LATE PALEOZOIC GLACIATION IN ANTARCTICA: ARE MODELS DEPICTING AN IMMENSE ICE SHEET CORRECT?
Reexamination of the glacigenic units in southern Victoria Land, the Darwin Mountains, and the central Transantarctic Mountains reveals that glacilacustrine or glacimarine sediments were deposited within basins, and that subglacial diamictites were deposited only locally along basin margins. Ice free areas were also common. Re-correlation of fossil spores and pollen with Australian palynomorph zones indicate that the Antarctic glacigenic strata are restricted to the Lower Permian. These findings indicate that glaciation was less widespread (temporally and spatially) than previously hypothesized. It is also unlikely that a single ice sheet covered Antarctica throughout the Carboniferous and Permian. Instead, available data are better explained by a short-lived Early Permian glacial interval consisting of multiple ice sheets, or perhaps even consisting of ice caps and alpine glaciers.
Thick glacigenic deposits that are widespread throughout the mountain ranges in Antarctica (e.g., Pensacola Mtns, Ellsworth Mtns, Wisconsin, Range, Scott and Amundsen Glacier areas and northern Victoria Land) have not been examined in the field in the last 25 to 40 years. Significant advances in linking glacial deposits to glacial and glacimarine processes have been made during this time. Reexamination of the glacigenic deposits in these areas may lead to new models of late Paleozoic glacial history, a history that recent studies have begun to clarify.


» **Your assignment**: Look below for the line with "Convert this screenshot" and the line with "Serialize everything readable"; repeat exactly those two lines and all lines between them, but no pictures.

» **Supplied information**:

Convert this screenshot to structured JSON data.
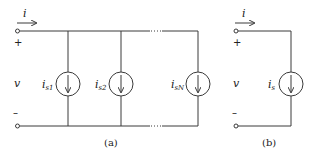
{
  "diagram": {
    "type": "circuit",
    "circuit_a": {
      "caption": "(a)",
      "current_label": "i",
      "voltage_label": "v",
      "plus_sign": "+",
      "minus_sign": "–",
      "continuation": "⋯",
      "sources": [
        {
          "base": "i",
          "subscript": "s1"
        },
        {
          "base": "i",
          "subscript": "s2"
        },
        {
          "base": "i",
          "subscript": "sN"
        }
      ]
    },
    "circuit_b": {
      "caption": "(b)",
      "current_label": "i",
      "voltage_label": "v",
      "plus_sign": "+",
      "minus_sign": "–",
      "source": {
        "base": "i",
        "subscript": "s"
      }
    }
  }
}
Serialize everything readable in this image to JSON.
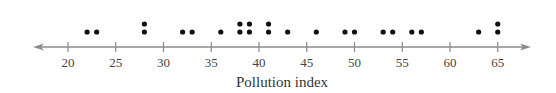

---

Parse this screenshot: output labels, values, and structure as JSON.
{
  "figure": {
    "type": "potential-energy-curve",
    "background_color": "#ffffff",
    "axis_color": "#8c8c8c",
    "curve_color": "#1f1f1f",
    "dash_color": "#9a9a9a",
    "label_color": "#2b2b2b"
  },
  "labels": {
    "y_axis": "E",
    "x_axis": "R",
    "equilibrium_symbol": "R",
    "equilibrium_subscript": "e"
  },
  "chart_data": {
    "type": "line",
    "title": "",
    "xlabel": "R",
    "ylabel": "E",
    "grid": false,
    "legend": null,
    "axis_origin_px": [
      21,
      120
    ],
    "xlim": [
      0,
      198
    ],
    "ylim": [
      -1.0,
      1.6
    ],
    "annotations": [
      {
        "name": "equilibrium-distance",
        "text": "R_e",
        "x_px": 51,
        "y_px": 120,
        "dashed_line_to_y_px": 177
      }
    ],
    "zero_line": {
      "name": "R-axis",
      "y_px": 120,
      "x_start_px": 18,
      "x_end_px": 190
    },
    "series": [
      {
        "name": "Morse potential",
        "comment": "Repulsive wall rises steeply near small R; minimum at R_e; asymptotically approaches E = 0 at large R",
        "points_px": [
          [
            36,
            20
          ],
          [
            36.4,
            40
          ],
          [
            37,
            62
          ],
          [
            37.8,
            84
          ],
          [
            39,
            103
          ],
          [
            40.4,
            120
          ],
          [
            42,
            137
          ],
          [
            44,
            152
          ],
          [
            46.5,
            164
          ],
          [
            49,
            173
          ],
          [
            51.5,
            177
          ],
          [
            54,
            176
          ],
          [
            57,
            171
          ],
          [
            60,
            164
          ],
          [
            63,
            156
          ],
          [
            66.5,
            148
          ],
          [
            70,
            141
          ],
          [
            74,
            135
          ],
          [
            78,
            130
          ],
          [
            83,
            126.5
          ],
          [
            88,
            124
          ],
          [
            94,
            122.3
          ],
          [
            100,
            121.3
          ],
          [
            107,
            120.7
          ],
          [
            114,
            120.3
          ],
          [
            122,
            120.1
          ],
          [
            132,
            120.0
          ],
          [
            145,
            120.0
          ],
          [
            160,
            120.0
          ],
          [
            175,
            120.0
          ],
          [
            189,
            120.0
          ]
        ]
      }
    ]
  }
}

» **Written solution**:
Convert this screenshot to structured JSON data.
{
  "diagram": {
    "type": "circuit",
    "circuit_a": {
      "caption": "(a)",
      "current_label": "i",
      "voltage_label": "v",
      "plus_sign": "+",
      "minus_sign": "–",
      "continuation": "⋯",
      "sources": [
        {
          "base": "i",
          "subscript": "s1"
        },
        {
          "base": "i",
          "subscript": "s2"
        },
        {
          "base": "i",
          "subscript": "sN"
        }
      ]
    },
    "circuit_b": {
      "caption": "(b)",
      "current_label": "i",
      "voltage_label": "v",
      "plus_sign": "+",
      "minus_sign": "–",
      "source": {
        "base": "i",
        "subscript": "s"
      }
    }
  }
}
Serialize everything readable in this image to JSON.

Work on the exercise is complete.